When she was on the first landing of the staircase, Sir Hugo passed acrossthe hall on his way to the library, and saw her. Grandcourt was not withhim.
Deronda, when the baronet entered, was standing in his ordinary attitude,grasping his coat-collar, with his back to the table, and with thatindefinable expression by which we judge that a man is still in the shadowof a scene which he has just gone through. He moved, however, and began toarrange the letters.
"Has Mrs.
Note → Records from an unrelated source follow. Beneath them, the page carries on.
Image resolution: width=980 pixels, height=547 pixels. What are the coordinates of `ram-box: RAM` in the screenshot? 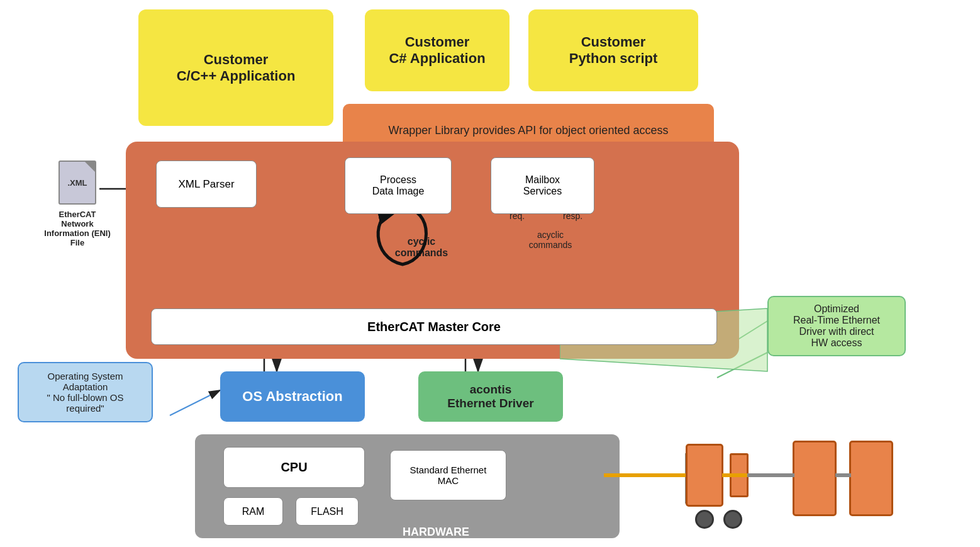 It's located at (253, 511).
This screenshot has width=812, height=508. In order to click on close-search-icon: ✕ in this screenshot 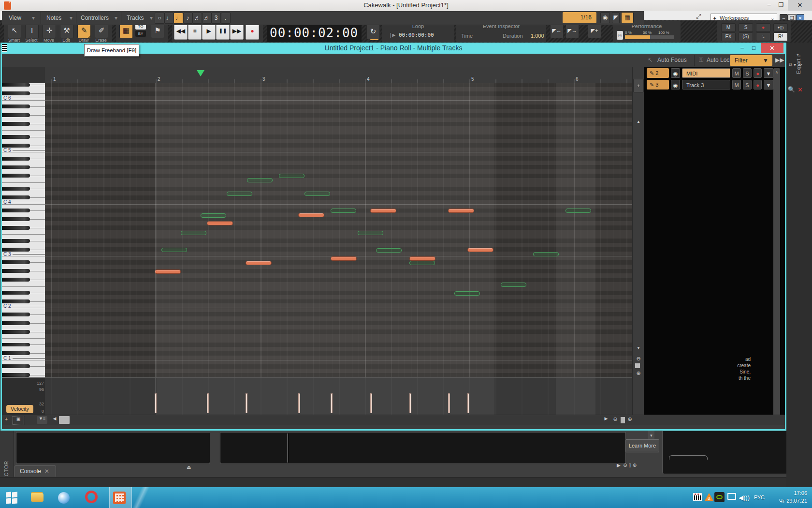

Grandcourt been in here?" said Sir Hugo.
"Yes, she has."
"Where are the others?"
"I believe she left them somewhere in the grounds."
After a moment's silence, in which Sir Hugo looked at a letter withoutreading it, he said "I hope you are not playing with fire, Dan--youunderstand me?"
"I believe I do, sir," said Deronda, after a slight hesitation, which hadsome repressed anger in it. "But there is nothing answering to yourmetaphor--no fire, and therefore no chance of scorching."
Sir Hugo looked searchingly at him, and then said, "So much the better.For, between ourselves, I fancy there may be some hidden gunpowder in thatestablishment."